The hope is that, over time, the unjust systems of racial, ethnic, and gender
inequality will begin to fall.
When it
comes to our economic system, I’m more impatient. Look at Leviticus 25 and see
the kind of economic system God establishes. When you study God’s model with
the year of Jubilee, you’ll see that God’s way ensured that generational
poverty or wealth would be kept in check. In contrast, the wealth gap in the
country is out of control and only getting worse. The system is designed so
that the wealthy can easily acquire more, and those with scarce resources are
locked outside the system altogether. Very few people actually change their
economic status over the course of their lifetime; a person is either
generationally wealthy or generationally poor.
I don’t
think we have time to build bridges carefully; the inequalities in our
financial system are killing too many people and communities. We need to make
drastic shifts soon. This doesn’t mean I’m not aware that dramatic changes are
tough. I knew from the start that the protest movement Occupy Wall Street was
going to fizzle. When you start messing with people’s money or perceived
economic interests, they react and often overreact.
My biggest
concern has to do with the church, the people of God.

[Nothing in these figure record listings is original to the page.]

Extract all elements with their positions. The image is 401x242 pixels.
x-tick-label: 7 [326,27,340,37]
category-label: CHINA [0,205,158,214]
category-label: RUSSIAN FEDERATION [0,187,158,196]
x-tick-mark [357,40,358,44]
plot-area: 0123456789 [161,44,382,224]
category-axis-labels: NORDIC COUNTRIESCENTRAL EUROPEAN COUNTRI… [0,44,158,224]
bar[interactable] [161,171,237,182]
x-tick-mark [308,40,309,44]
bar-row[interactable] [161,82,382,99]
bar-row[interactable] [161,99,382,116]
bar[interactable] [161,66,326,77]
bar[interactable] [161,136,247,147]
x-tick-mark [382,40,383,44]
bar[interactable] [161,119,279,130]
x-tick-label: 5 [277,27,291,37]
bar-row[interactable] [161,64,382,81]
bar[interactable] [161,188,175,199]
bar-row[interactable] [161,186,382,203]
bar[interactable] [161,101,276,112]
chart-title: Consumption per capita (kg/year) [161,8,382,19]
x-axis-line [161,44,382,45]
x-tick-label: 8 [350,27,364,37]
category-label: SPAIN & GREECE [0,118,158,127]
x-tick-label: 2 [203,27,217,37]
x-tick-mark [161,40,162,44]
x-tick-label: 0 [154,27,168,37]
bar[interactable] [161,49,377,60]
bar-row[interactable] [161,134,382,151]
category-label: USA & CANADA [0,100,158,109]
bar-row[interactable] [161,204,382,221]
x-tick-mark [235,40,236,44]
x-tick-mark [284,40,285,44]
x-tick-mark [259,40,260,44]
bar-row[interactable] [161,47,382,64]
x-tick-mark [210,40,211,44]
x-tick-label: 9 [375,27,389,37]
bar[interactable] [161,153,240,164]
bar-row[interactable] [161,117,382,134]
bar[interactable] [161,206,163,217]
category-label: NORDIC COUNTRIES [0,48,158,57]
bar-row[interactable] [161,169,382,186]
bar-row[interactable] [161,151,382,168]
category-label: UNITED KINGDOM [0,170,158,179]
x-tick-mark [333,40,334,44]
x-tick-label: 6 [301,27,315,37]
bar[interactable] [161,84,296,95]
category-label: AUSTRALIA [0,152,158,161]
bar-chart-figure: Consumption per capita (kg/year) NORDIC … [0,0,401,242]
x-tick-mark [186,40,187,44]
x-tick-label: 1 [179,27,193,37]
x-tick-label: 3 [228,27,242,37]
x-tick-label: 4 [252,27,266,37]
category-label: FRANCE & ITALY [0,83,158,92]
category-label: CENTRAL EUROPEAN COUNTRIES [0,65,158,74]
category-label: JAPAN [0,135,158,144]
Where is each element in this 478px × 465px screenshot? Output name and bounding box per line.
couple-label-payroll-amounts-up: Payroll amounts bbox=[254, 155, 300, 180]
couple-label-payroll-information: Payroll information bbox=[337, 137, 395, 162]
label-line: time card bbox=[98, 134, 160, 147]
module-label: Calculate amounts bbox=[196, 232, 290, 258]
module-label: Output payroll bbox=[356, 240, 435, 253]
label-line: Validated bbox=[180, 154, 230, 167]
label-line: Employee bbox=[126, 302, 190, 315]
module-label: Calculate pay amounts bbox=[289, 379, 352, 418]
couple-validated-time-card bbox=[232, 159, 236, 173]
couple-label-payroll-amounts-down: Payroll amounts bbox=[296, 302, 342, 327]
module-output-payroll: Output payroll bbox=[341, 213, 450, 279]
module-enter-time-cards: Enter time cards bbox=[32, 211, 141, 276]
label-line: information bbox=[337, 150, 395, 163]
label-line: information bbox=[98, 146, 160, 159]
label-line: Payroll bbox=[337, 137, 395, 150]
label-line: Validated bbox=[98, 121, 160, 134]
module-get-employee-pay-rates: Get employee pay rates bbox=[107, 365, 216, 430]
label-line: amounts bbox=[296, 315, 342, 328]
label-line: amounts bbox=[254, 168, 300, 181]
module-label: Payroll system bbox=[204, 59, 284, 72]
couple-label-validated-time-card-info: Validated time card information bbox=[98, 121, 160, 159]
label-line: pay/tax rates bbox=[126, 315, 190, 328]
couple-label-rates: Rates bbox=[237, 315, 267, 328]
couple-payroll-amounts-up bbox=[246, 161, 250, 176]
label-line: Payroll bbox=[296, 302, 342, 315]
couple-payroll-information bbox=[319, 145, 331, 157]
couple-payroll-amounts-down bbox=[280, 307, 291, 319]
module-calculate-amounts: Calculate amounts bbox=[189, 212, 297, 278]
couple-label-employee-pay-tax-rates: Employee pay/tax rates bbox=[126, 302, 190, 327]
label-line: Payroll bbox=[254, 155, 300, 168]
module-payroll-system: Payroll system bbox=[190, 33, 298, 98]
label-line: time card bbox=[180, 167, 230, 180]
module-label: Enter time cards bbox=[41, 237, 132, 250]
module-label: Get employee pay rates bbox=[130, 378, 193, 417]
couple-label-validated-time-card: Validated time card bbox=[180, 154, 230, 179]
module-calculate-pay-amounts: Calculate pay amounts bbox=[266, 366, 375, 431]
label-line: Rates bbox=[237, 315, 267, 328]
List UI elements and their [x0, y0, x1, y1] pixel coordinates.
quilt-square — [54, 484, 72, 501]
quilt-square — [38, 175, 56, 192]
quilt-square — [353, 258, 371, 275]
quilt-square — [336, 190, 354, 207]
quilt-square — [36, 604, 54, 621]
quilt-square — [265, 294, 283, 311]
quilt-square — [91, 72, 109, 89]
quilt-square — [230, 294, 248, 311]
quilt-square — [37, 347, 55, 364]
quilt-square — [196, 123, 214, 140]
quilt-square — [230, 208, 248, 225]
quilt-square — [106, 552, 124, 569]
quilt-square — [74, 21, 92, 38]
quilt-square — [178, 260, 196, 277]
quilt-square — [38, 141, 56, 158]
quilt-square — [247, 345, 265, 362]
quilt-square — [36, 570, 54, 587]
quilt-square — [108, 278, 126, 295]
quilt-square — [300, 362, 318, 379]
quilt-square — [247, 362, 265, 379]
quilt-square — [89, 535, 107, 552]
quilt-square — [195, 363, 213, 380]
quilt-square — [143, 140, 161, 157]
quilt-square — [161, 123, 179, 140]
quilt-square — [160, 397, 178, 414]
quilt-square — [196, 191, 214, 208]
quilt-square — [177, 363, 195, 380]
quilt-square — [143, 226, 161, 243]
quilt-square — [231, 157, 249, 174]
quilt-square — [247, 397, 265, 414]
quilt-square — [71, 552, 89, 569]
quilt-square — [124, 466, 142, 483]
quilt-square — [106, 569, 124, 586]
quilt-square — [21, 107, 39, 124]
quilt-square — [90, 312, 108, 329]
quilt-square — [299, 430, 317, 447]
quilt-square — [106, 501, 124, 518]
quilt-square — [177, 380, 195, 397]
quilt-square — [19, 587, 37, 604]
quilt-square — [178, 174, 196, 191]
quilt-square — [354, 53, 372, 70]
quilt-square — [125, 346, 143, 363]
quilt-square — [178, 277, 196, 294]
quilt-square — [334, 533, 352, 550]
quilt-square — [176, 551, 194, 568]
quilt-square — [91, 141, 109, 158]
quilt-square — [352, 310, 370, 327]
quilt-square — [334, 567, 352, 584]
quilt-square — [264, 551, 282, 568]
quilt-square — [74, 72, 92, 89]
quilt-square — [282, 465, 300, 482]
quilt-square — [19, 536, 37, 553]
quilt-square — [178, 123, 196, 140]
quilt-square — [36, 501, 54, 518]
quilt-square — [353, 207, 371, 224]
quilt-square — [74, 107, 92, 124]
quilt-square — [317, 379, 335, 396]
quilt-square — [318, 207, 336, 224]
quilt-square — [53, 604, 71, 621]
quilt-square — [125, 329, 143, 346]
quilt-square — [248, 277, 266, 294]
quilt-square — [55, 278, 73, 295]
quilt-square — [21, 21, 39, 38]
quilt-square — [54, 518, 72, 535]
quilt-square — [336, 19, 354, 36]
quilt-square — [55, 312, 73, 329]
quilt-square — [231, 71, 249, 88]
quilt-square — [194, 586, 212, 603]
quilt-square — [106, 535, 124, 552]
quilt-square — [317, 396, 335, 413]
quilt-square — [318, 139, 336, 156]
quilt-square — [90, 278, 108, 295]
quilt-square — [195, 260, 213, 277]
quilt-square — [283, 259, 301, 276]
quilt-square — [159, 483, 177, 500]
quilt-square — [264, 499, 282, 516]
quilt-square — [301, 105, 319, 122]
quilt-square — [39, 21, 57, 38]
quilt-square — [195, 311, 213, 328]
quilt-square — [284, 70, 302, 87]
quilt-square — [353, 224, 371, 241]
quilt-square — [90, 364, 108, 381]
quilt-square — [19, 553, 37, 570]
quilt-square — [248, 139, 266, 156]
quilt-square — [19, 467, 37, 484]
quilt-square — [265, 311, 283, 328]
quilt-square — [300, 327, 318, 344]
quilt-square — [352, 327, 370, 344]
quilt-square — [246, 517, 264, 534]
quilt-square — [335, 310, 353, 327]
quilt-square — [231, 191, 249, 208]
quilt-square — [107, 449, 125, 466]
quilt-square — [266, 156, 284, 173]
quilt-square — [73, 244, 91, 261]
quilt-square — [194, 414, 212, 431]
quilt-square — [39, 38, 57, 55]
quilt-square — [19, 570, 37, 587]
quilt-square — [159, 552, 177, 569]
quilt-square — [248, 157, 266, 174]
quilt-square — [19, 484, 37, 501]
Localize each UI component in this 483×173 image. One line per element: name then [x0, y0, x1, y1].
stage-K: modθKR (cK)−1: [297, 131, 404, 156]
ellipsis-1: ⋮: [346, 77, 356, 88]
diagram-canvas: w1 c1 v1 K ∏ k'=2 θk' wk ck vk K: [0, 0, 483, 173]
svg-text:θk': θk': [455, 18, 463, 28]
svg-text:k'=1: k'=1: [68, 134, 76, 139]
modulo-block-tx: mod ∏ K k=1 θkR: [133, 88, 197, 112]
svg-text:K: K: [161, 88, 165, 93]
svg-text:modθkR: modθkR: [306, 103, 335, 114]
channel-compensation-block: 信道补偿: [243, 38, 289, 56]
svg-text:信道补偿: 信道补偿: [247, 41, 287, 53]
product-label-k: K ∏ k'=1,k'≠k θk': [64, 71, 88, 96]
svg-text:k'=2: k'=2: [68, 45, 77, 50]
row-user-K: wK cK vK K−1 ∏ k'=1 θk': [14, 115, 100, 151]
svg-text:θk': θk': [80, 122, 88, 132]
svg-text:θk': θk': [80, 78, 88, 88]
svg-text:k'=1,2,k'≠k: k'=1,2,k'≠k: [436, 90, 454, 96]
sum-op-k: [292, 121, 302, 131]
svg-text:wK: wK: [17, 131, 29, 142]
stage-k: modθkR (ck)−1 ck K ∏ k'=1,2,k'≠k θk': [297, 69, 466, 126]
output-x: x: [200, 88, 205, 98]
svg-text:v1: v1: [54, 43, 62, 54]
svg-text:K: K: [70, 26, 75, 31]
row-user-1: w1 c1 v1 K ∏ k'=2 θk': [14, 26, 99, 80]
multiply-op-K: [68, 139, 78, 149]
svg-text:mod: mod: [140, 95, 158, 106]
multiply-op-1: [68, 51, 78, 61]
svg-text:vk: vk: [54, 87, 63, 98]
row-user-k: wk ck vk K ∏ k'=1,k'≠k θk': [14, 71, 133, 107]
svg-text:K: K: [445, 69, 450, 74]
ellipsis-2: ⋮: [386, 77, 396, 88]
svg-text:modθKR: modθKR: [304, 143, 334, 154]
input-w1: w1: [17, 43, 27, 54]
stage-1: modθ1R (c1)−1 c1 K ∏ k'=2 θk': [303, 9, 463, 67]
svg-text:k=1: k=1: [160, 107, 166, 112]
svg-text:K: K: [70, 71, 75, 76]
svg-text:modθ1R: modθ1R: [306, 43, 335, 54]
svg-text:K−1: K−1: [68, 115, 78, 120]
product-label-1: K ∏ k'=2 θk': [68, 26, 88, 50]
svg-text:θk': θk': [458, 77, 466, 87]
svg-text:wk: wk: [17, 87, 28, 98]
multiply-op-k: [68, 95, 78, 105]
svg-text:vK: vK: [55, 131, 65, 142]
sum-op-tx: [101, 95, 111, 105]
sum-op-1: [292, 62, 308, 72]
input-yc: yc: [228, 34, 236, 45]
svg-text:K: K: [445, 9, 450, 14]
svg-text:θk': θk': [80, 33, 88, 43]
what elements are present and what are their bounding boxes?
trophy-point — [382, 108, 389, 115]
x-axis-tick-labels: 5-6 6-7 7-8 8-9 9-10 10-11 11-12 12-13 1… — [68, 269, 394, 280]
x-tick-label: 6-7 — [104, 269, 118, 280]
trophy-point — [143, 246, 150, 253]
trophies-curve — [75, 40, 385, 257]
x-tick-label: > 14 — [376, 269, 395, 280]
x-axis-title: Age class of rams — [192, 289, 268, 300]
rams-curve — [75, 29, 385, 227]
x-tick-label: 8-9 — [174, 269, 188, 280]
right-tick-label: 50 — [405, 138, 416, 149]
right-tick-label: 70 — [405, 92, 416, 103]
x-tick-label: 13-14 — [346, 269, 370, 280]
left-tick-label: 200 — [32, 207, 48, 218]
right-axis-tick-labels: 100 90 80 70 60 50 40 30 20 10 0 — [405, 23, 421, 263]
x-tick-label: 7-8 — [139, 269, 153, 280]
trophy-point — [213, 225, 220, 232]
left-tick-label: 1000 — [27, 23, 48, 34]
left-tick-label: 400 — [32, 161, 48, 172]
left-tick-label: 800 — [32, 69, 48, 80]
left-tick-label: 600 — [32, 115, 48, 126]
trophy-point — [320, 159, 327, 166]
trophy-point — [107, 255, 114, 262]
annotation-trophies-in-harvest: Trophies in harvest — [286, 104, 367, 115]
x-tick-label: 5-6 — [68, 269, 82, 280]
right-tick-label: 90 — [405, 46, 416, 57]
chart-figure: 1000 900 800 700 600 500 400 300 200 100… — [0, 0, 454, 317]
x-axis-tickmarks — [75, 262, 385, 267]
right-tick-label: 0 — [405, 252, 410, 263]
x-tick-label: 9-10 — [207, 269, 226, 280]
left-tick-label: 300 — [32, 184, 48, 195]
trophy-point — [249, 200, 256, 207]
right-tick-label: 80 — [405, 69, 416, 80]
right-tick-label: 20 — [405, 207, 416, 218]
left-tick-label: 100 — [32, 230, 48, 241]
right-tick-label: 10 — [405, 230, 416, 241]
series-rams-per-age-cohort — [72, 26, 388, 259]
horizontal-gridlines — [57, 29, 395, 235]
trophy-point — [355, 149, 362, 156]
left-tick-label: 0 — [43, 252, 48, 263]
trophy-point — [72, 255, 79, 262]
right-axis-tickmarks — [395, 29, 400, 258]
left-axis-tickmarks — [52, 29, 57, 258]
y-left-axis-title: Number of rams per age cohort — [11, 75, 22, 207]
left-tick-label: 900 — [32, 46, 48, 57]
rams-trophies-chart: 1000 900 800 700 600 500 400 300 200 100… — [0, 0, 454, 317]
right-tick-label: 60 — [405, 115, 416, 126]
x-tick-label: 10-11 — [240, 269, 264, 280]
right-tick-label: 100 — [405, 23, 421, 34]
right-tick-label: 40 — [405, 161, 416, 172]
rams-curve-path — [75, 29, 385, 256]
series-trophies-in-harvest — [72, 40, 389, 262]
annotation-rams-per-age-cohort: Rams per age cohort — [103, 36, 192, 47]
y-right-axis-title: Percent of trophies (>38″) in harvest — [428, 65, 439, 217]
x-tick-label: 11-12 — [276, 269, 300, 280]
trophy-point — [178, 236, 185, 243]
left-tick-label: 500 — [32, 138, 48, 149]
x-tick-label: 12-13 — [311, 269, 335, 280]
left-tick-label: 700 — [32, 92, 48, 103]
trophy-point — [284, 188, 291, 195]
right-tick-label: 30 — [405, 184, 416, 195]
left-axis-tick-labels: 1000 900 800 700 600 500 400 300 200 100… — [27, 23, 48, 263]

Biblical mandates on how
to respond to economic disparity are clear. God’s people are not to store up
earthly riches (Matthew 6:19-21); we are to leave a generous portion of our
income for others (Deuteronomy 15:11); we are not supposed to charge interest
(Exodus 22:25-27). . . . The list goes on.
The Bible is
filled with lifegiving instructions about how to manage our wealth. Why, then,
has the church in the U.S. largely abandoned them? We willingly lament societal
ills and debate the biblical response to them, but when it comes to our
behavior regarding wealth, the church is silent. Either we are ignoring
Scripture, or we are not comprehending that most of us are the wealthy ones to
whom God gives so much instruction.
I am looking
for women who want to tear down the system! I am thinking along the lines of
the Montgomery bus boycott during the Civil Rights movement. We need people who
are willing to lose their profits in order for others to gain their basic human
dignity. We need people who will forfeit a return on their investments for the
sake of forcing systemic change.
Even as I
say this, I am aware that our current system is designed so that investors will
not or cannot withdraw money from it. I know that funds are supposedly locked
up for the investor’s own good, but I’m convinced that this monetary
incarceration is really to prop up a system that is sinister to the core. Worst
of all, those at the economic controls have convinced us that the system is at
minimum, necessary, and in most cases generous, democratic, and benevolent.
We need
lending institutions that don’t charge the poor interest and provide safety
nets for small businesses and other efforts bettering the lives of women,
people of color, and those in generational poverty. I envision the creation of
financial institutions whose stated goal is not to be a means by which the
wealthy obtain more wealth but rather to move individuals, families, and
communities to economic stability.
You see it,
right? I know that I must be a pawn in the game for now, but this is only for a
while. I need women young and old, wealthy and poor, to stand up and say NO
MORE. Let’s begin now to dismantle a system designed for a select few. Let us
start now to create a new system that reflects the Scripture we hold so dear.
Are you
already working in a church or ministry with a vision for systemic change in
our economic system? I would love to know about it. I don’t have the answers,
but I am convinced that if we work together and are willing to sacrifice, we
could dismantle economic injustice in our country. The system continues to
churn only because we all join in its elitist and patronizing game.